I think it sounds somewhat nice in theory to make lifestyle changes, and sure it helps, but it's not a solution. It's like if you are in financial trouble. Sure you can decide to not spend any money anymore. That definitely helps. But if you sell your car to save money and then cannot make it to job interviews anymore then you saved too much. You need to focus on getting money (and maybe spending it in the process) AND saving money. Focusing only on saving money is a losing strategy. Same with climate. Focusing only on using less energy is a losing strategy. Sometimes you need to spend energy to save energy in the future.
As a bare minimum, many people can choose to take more environmentally friendly vacations. You don't have to go on a cruise, and yet that's a booming industry. You don't have to fly across an ocean. Almost everybody who does these things has the option to go on perfectly fine, perhaps even better, less carbon intensive alternative vacations.
And yes, there are people who consciously make that lifestyle change. Not enough, of course. But only a Sith deals in absolutes.
No, the solution must be technical while people are allowed to maintain most of the comfort they are used to. Anything else and you will simply not be able to convince people to do so even if that means burning the world down.
I totally agree that we need technical solutions. We have no hope without them. But it's also naive to think that endless growth without lifestyle changes is possible.
That said, if you really think about it, the most important lifestyle change of all is happening, and quite dramatically so: People are having fewer children.
It's effectively mass subsidization for bad behavior at the expense of people who are altruistic. I don't see how it can be a winning strategy in the long run.
For just a second, let's set aside our hopes and idealism, because I do realize how distasteful this world view may be.
If the best hope for the environment is that altruistic people suffer a disadvantage so that everyone (including defectors who don't want to help anyone and only help themselves) can win, how is that not a strong long term advantage for anti-social behavior?
"Great, don't take that plane ride, stop burning fossil fuels. More for me until we run out! I can even afford to have more kids because I don't care how impactful they are, while you responsibly go extinct."

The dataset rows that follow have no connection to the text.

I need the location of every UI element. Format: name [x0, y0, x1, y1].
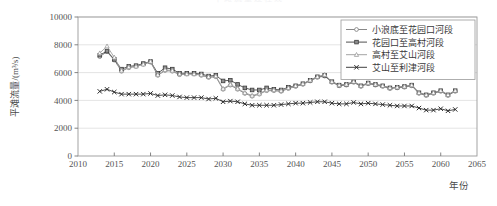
square-filled-marker — [221, 79, 225, 83]
square-filled-marker — [243, 86, 247, 90]
y-axis-ticks: 0200040006000800010000 — [50, 12, 79, 161]
circle-open-marker — [355, 28, 359, 32]
x-tick-label: 2030 — [214, 159, 233, 169]
triangle-open-marker — [236, 86, 240, 90]
y-tick-label: 10000 — [50, 12, 73, 22]
y-axis-title: 平滩流量/(m³/s) — [9, 56, 20, 116]
square-filled-marker — [355, 40, 359, 44]
x-tick-label: 2050 — [359, 159, 378, 169]
x-tick-label: 2010 — [69, 159, 88, 169]
y-tick-label: 6000 — [54, 68, 73, 78]
x-tick-label: 2060 — [432, 159, 451, 169]
square-filled-marker — [250, 88, 254, 92]
x-tick-label: 2020 — [142, 159, 161, 169]
x-tick-label: 2025 — [178, 159, 197, 169]
legend-label: 高村至艾山河段 — [372, 49, 435, 60]
line-chart: 0200040006000800010000 20102015202020252… — [0, 0, 497, 206]
chart-legend: 小浪底至花园口河段花园口至高村河段高村至艾山河段艾山至利津河段 — [341, 20, 475, 79]
y-tick-label: 4000 — [54, 96, 73, 106]
x-axis-title: 年份 — [449, 180, 469, 191]
y-tick-label: 8000 — [54, 40, 73, 50]
x-tick-label: 2055 — [395, 159, 414, 169]
chart-figure: 平滩流量过程线 0200040006000800010000 201020152… — [0, 0, 497, 206]
x-tick-label: 2015 — [105, 159, 124, 169]
triangle-open-marker — [250, 93, 254, 97]
triangle-open-marker — [243, 91, 247, 95]
x-axis-ticks: 2010201520202025203020352040204520502055… — [69, 153, 487, 170]
cross-marker — [98, 89, 102, 93]
y-tick-label: 2000 — [54, 123, 73, 133]
square-filled-marker — [105, 49, 109, 53]
legend-label: 小浪底至花园口河段 — [372, 24, 453, 35]
legend-label: 花园口至高村河段 — [372, 37, 444, 48]
x-tick-label: 2035 — [250, 159, 269, 169]
x-tick-label: 2040 — [287, 159, 306, 169]
x-tick-label: 2065 — [468, 159, 487, 169]
triangle-open-marker — [323, 72, 327, 76]
x-tick-label: 2045 — [323, 159, 342, 169]
legend-label: 艾山至利津河段 — [372, 62, 435, 73]
triangle-open-marker — [228, 82, 232, 86]
caption-remnant-text: 平滩流量过程线 — [0, 0, 497, 4]
caption-remnant-strip: 平滩流量过程线 — [0, 0, 497, 10]
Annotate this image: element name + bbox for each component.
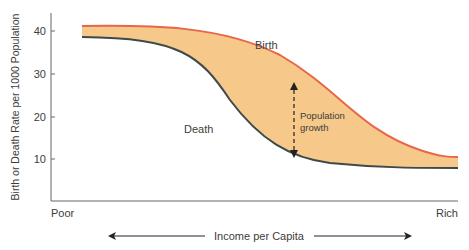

Feels like a losing battle, and not a fun way to lose either. I suspect that we all know, despite our hopes, that eight billion people will not decide to collectively give up their own happiness for the betterment of billions of strangers they aren't related to.
It's not enough, but it's necessary to limit CO2 emissions during the transition.
Hopefully for those prices it will still let you send a fax if you run out of resin.
Al Gore pushed for The Partnership for a Next Generation Vehicle. They say the only vehicle the PNGV produced was the Prius, and Toyota was not eligible to participate. But they freaked out because the Americans were taking it seriously and created a dream team by recruiting their best people into a new program. Only it was all for show. So TM ended up with a serious car and everyone else with demonstrators.